Development & Aid, Environment, Headlines, Health, Latin America & the Caribbean

TRINIDAD: Last Chance for Stalled Smelter Plant

Peter Richards

PORT OF SPAIN, Mar 22 2010 (IPS) - The full-page newspaper advertisements touting the benefits of a controversial aluminium smelter plant appeared here just as the court of appeal is preparing to rule on whether such a facility is ever built in Trinidad and Tobago.

The advertisements feature prominent people and groups from the La Brea community in Trinidad’s south, where the Alutrint Smelter Plant would be located. In one, Arthur Forde, identified as a La Brea community elder, says the smelter plant would allow Trinidad and Tobago to build ships, planes and “every other thing that can be done here in Trinidad”.

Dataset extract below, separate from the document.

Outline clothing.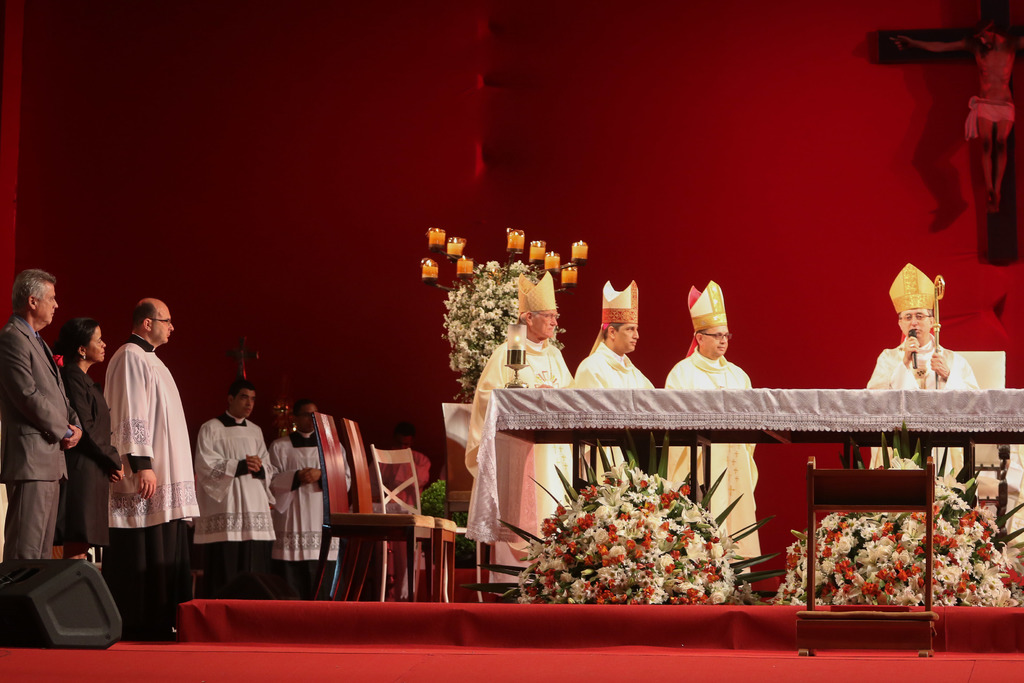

But anti-smelter activist Dr. Wayne Kublalsingh believes the ads and other activities are designed to prejudice the court process.

“The ulterior motive is to try and convince people, the judiciary, the newspaper, the media and the people of Trinidad and Tobago that the smelter is safe. Ultimately, I think it’s focused on the judiciary. They want to get back their certificate,” said Kublalsingh, a lecturer at the University of the West Indies (UWI).

For years, many others in the affected communities staged roadblocks and rallies to protest the construction of the plant because of environmental and health concerns.

Last June, High Court Judge Mira Dean-Amorer halted construction, ruling that the decision of the Environmental Management Authority (EMA) to grant a Certificate of Environmental Clearance was illegal.


She said the EMA approval was made in an “outrageous, irrational and procedurally irregular manner”, and failed to disclose key information to the public, or to consider a crucial report on the cumulative impact of the smelter plant alongside a partly constructed power plant and planned port facility.

No date has yet been given for the decision by the Court of Appeal. However, the Patrick Manning government insists that it will not abandon the smelter, for which the first phase was due to have started in June last year and completed in 2011.

Last December, the government signed an agreement with the Brazilian industrial group, Votorantim Metais, making it an equity partner in the Alutrint plant.

The government agreed to provide 112 million dollars, representing the balance of a concessional loan from China for the construction of the plant. The agreement was the final part of the financing for the project, for which an estimated 300 million dollars had already been provided under a buyer’s credit memorandum.

Earlier this month, Alutrint’s acting chief executive officer, Phillip Julien, said the modern Chinese technology being used for the aluminium smelter here would significantly reduce its emissions.

He said that the aluminium industry has been evolving as a result of continuous research and that the information being circulated here was outdated.

“Due to the resurgence of health and safety concerns regarding the proximity of the industry to the communities, it is our care and responsibility to deal with these concerns,” Julien told reporters, noting that two Norwegian experts had been invited here to share their experience on Norway’s aluminum industry.

One of the experts, Jan Yttredal, conceded that pollution cannot be eliminated entirely. “You will never have an industry which is absolutely 100 percent clean, in the sense that it does not emit anything or where there’s no dust,” said Yttredal, who has 39 years of experience in the industry.

“We (Norway) have made a comprehensive study of all the effects of the aluminum industry in the 1990s. In Norway, there are set limits which state how much the industry is allowed to emit a year. These are very strict limits which are set internationally,” he added.

Dr. Bjorn Erik Dahlberg, former vice president of environment, health and safety at Hydro Aluminium in Norway, cited statistics showing a lower than average cancer rate among people living near Norway’s seven aluminum smelter plants.

Kublalsingh agrees that over the last six years, the international aluminum smelting industry has worked “very hard to improve its standards” but that the technology cannot mitigate the harmful health impacts, which include some kinds of cancer.

“It cannot deal for example with hydrogen chloride, it cannot deal with tars which are cancer-creating nor can it deal with the vexing question of spent pot lining,” he told IPS.

Spent Pot Lining (SPL) is the substance which lines the smelter pots after aluminum, bauxite, and other substances are smelted at 900 degrees centigrade. Over time, the brick lining in these pots begin to crumble and needs to be replaced.

SPL contains cyanide, fluoride, arsenic and other toxic substances. One part out of 200,000 of cyanide can be fatal. In 1993, the United States Environmental Protection Agency banned its disposal in landfills.

The lawyer for the anti-smelter groups, Fyard Hosein, told the appeals court that the EMA “failed to give a definitive method by which SPL would be dealt with by Alutrint.”

“What is particularly egregious is the absence of any technical analysis of the likely dangers arising from waste, and emission systems from the proposed crushing as well as the dust generated. It is unclear where SPL would be stored or crushed, or the kind of technology that would be employed to do so or to prevent hazardous emissions,” he said.